Machine Learning Challenges — 2 — Reproducibility | by Emre Koçyiğit | May, 2024


In the previous article, I introduced and discussed the first common Machine Learning (ML) challenge, “Data Quality”. Now, let’s proceed to another common ML challenge, “Reproducibility”.

After elaborating on the “reproducibility” topic, which is also important in the research world, particularly in the context of ML, and underlining the crucial points about it, I will conclude with some best practice suggestions.

What and Why?

First of all, let’s answer the questions “what is this” and “what is not this” to prevent any misuse or term confusion from the beginning.

Reproducibility is the process of obtaining the exact results reported with the same experimental setup. It can be often confused with “replicability,” which is the process of obtaining the same results with a different experimental setup [1], [2]. When we refer to “reproducibility,” we’re discussing the necessity of generating the same study results using identical methods. This concept serves various purposes, such as preventing unnecessary duplication, getting inspiration or lessons from others, or validating the findings [3].

Reproducibility is crucial for both ML research and practitioners in the production environment since ML projects need to be inspected, tested by other stakeholders and the ML lifecycle is an experimental process. It is necessary to ensure the building of trustworthy ML models, carry out verification and debugging stages, promote collaboration, and address fairness issues [4]. It can be also seen that reproducible ML research has more chance to be accepted at top conferences [5].

Tatman et al. presented three types of reproducibility as low, medium and high, and the highest one includes sharing code, data and environment to have the same results [2]. Semmelrock et al. also presented three degrees as experiment, data and method reproducibilities. They also pointed out four different reproducibility challenges [1] as:

  • Computational: Inherent nondeterminism causes different results even if you use the same data and code. Environmental differences such as different GPU, CPU or compilers, libraries also change the results during the computational process. To solve this issue, you should fix the random number seeds.
  • Missing data or code: You can not have the same results with a ML model trained by different data. To solve this issue, you should ensure that the data is complete and exactly same.
  • Methodological: Even if you use the same data and computational resources with the same random seed values, if you don’t prevent data leakage and use different train-test splits, you will get different results. Be sure that you are using the same methodology, splitting, data sets.
  • Structural: Academia and industry may be less-motivated to ensure the reproducibility for reasons as keeping competitive advantage, privacy concerns etc. These issues usually need case-specific solutions.

Solutions?

You should be aware that wherever randomness is present, it can potentially cause problems for reproducibility. This can be the case when initializing random values of a neural network. Therefore, it’s advisable to fix the seed values [6], such as:

import tensorflow as tf
tf.random.set_seed(value)

You can shuffle the data using sklearn’s shuffle and you should use the same random_state value again.

from sklearn.utils import shuffle 
data = shuffle(data, random_state=value)

Scikit-learn’s common train_test_split method:

X_train, X_test, y_train, y_test = train_test_split(X, y, test_size=0.25, random_state=42)

and many more:

  • Numpy → numpy.random.RandomState
  • PyTorch → torch.manual_seed()
  • …

The first thing is to have awareness for reproducibility. Then we can list three important aspects [1]:

  1. Checklists: You can create a detailed checklist for others. While doing that you can inspect others such as [7] and [8] to get some inspiration. You can adapt them for your teams.
  2. Standardised environments: Container software such as Docker can be used to keep this standardisation. Even if you use the same library and seed value, if the version is different and add one more random step, it will change the results. So, ensure that you are using the same packages with the same versions. And add this into the checklist.
  3. Model documents (info sheets): You can create model info sheets and add descriptions about data, method such as train_test_split.

With these recommendations, you can address the reproducibility challenge. While these are general high-level suggestions, you should develop your own reproducibility strategy and practical action plan.

The next article will be about “data drift” ML challenge.

  1. Semmelrock, H., Kopeinik, S., Theiler, D., Ross-Hellauer, T., & Kowald, D. (2023). Reproducibility in Machine Learning-Driven Research. arXiv preprint arXiv:2307.10320.
  2. Tatman, R., VanderPlas, J., & Dane, S. (2018). A practical taxonomy of reproducibility for machine learning research.
  3. https://blog.ml.cmu.edu/2020/08/31/5-reproducibility/
  4. https://www.linkedin.com/pulse/ensuring-reproducibility-ml-why-how-srishti-sawla?trk=article-ssr-frontend-pulse_more-articles_related-content-card
  5. https://ai.meta.com/blog/new-code-completeness-checklist-and-reproducibility-updates/
  6. Lakshmanan, V., Robinson, S., & Munn, M. (2020). Machine learning design patterns. O’Reilly Media.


**TASK OBJECTIVE**. Report each line of the entries that includes "Cuentas" by copying it.

**SUPPLIED INFORMATION**.
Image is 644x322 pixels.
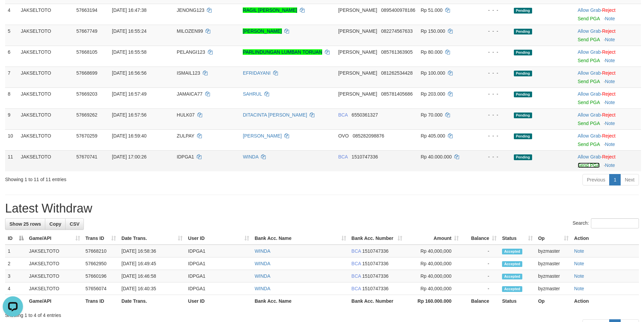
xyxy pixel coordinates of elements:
[381,29,412,34] span: Copy 082274567633 to clipboard
[70,222,80,227] span: CSV
[578,79,599,84] a: Send PGA
[578,91,601,97] a: Allow Grab
[381,91,412,97] span: Copy 085781405686 to clipboard
[578,7,601,13] a: Allow Grab
[5,258,26,270] td: 2
[5,232,26,245] th: ID: activate to sort column descending
[77,154,97,160] span: 57670741
[575,4,641,25] td: ·
[255,261,271,266] a: WINDA
[578,121,599,126] a: Send PGA
[461,232,499,245] th: Balance: activate to sort column ascending
[119,295,185,307] th: Date Trans.
[5,174,263,183] div: Showing 1 to 11 of 11 entries
[476,153,508,160] div: - - -
[499,295,535,307] th: Status
[49,222,61,227] span: Copy
[5,66,18,88] td: 7
[5,309,639,319] div: Showing 1 to 4 of 4 entries
[352,112,378,118] span: Copy 6550361327 to clipboard
[353,133,384,139] span: Copy 085282098876 to clipboard
[602,154,615,160] a: Reject
[420,91,445,97] span: Rp 203.000
[338,91,377,97] span: [PERSON_NAME]
[242,70,271,76] a: EFRIDAYANI
[242,112,307,118] a: DITACINTA [PERSON_NAME]
[575,109,641,129] td: ·
[502,249,522,255] span: Accepted
[405,232,461,245] th: Amount: activate to sort column ascending
[461,258,499,270] td: -
[535,270,572,283] td: byzmaster
[405,295,461,307] th: Rp 160.000.000
[26,270,83,283] td: JAKSELTOTO
[83,232,119,245] th: Trans ID: activate to sort column ascending
[177,29,203,34] span: MILOZEN99
[575,150,641,171] td: ·
[514,29,532,34] span: Pending
[119,283,185,295] td: [DATE] 16:40:35
[535,295,572,307] th: Op
[185,245,252,258] td: IDPGA1
[5,218,45,230] a: Show 25 rows
[352,274,361,279] span: BCA
[119,270,185,283] td: [DATE] 16:46:58
[578,142,599,147] a: Send PGA
[112,29,146,34] span: [DATE] 16:55:24
[578,112,601,118] a: Allow Grab
[242,29,282,34] a: [PERSON_NAME]
[177,112,194,118] span: HULK07
[185,270,252,283] td: IDPGA1
[242,7,297,13] a: RAGIL [PERSON_NAME]
[620,174,639,186] a: Next
[575,66,641,88] td: ·
[420,112,442,118] span: Rp 70.000
[252,232,349,245] th: Bank Acc. Name: activate to sort column ascending
[575,25,641,46] td: ·
[605,121,615,126] a: Note
[476,91,508,97] div: - - -
[420,70,445,76] span: Rp 100.000
[119,245,185,258] td: [DATE] 16:58:36
[26,258,83,270] td: JAKSELTOTO
[83,295,119,307] th: Trans ID
[535,258,572,270] td: byzmaster
[476,7,508,14] div: - - -
[514,92,532,97] span: Pending
[112,112,146,118] span: [DATE] 16:57:56
[77,7,97,13] span: 57663194
[602,49,615,55] a: Reject
[242,49,322,55] a: PARLINDUNGAN LUMBAN TORUAN
[5,202,639,215] h1: Latest Withdraw
[5,150,18,171] td: 11
[77,49,97,55] span: 57668105
[77,133,97,139] span: 57670259
[574,286,584,291] a: Note
[514,133,532,139] span: Pending
[514,71,532,77] span: Pending
[177,70,200,76] span: ISMAIL123
[605,37,615,42] a: Note
[499,232,535,245] th: Status: activate to sort column ascending
[362,274,389,279] span: Copy 1510747336 to clipboard
[502,261,522,267] span: Accepted
[26,295,83,307] th: Game/API
[591,218,639,228] input: Search:
[573,218,639,228] label: Search:
[5,270,26,283] td: 3
[578,133,601,139] a: Allow Grab
[177,49,205,55] span: PELANGI123
[255,274,271,279] a: WINDA
[242,91,261,97] a: SAHRUL
[602,29,615,34] a: Reject
[571,295,639,307] th: Action
[5,46,18,66] td: 6
[177,133,194,139] span: ZULPAY
[578,29,601,34] a: Allow Grab
[381,49,412,55] span: Copy 085761363905 to clipboard
[177,154,194,160] span: IDPGA1
[578,154,602,160] span: ·
[605,58,615,63] a: Note
[578,133,602,139] span: ·
[420,49,442,55] span: Rp 80.000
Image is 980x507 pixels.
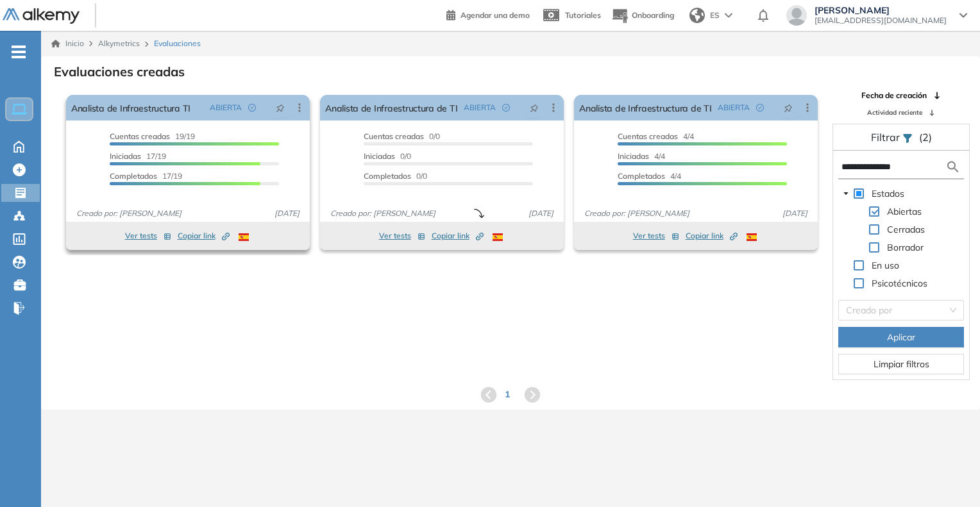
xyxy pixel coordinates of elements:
[51,38,84,49] a: Inicio
[125,228,171,244] button: Ver tests
[611,2,674,29] button: Onboarding
[325,208,440,219] span: Creado por: [PERSON_NAME]
[379,228,425,244] button: Ver tests
[178,230,230,242] span: Copiar link
[364,151,411,161] span: 0/0
[946,159,961,175] img: search icon
[887,206,921,217] span: Abiertas
[868,108,922,117] span: Actividad reciente
[565,10,601,20] span: Tutoriales
[618,131,679,141] span: Cuentas creadas
[885,204,924,219] span: Abiertas
[756,104,764,111] span: check-circle
[530,103,539,112] span: pushpin
[815,5,947,15] span: [PERSON_NAME]
[579,94,712,121] a: Analista de Infraestructura de TI
[618,171,665,180] span: Completados
[505,388,510,401] span: 1
[784,103,793,112] span: pushpin
[887,224,925,235] span: Cerradas
[718,102,750,113] span: ABIERTA
[869,258,902,273] span: En uso
[154,38,200,49] span: Evaluaciones
[710,9,720,21] span: ES
[725,13,732,18] img: arrow
[364,131,424,141] span: Cuentas creadas
[464,102,496,113] span: ABIERTA
[579,208,695,219] span: Creado por: [PERSON_NAME]
[432,228,484,244] button: Copiar link
[110,151,141,161] span: Iniciadas
[269,208,304,219] span: [DATE]
[178,228,230,244] button: Copiar link
[872,188,904,199] span: Estados
[618,151,649,161] span: Iniciadas
[276,103,284,112] span: pushpin
[690,8,705,23] img: world
[885,222,928,237] span: Cerradas
[364,151,395,161] span: Iniciadas
[686,230,738,242] span: Copiar link
[110,131,195,141] span: 19/19
[686,228,738,244] button: Copiar link
[843,191,850,196] span: caret-down
[920,129,932,144] span: (2)
[3,8,79,25] img: Logo
[210,102,242,113] span: ABIERTA
[71,94,191,121] a: Analista de Infraestructura TI
[815,15,947,25] span: [EMAIL_ADDRESS][DOMAIN_NAME]
[632,10,674,20] span: Onboarding
[98,39,140,48] span: Alkymetrics
[492,233,503,241] img: ESP
[249,104,256,111] span: check-circle
[524,208,559,219] span: [DATE]
[239,233,249,241] img: ESP
[869,276,930,291] span: Psicotécnicos
[110,171,182,180] span: 17/19
[838,354,964,374] button: Limpiar filtros
[325,94,457,121] a: Analista de Infraestructura de TI
[11,51,26,53] i: -
[885,240,926,255] span: Borrador
[364,171,411,180] span: Completados
[460,10,530,20] span: Agendar una demo
[618,151,665,161] span: 4/4
[71,208,187,219] span: Creado por: [PERSON_NAME]
[54,64,184,79] h3: Evaluaciones creadas
[872,260,900,271] span: En uso
[887,242,923,253] span: Borrador
[364,131,440,141] span: 0/0
[446,7,530,22] a: Agendar una demo
[838,327,964,347] button: Aplicar
[618,171,681,180] span: 4/4
[778,208,813,219] span: [DATE]
[110,151,166,161] span: 17/19
[266,97,295,118] button: pushpin
[774,97,802,118] button: pushpin
[872,278,928,289] span: Psicotécnicos
[618,131,694,141] span: 4/4
[110,131,170,141] span: Cuentas creadas
[364,171,427,180] span: 0/0
[521,97,548,118] button: pushpin
[503,104,510,111] span: check-circle
[747,233,757,241] img: ESP
[110,171,157,180] span: Completados
[871,130,903,144] span: Filtrar
[869,186,907,201] span: Estados
[887,330,916,345] span: Aplicar
[874,357,930,371] span: Limpiar filtros
[432,230,484,242] span: Copiar link
[633,228,679,244] button: Ver tests
[862,90,927,101] span: Fecha de creación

**WRITTEN REPLY**.
[618,131,679,141] span: Cuentas creadas
[364,131,424,141] span: Cuentas creadas
[110,131,170,141] span: Cuentas creadas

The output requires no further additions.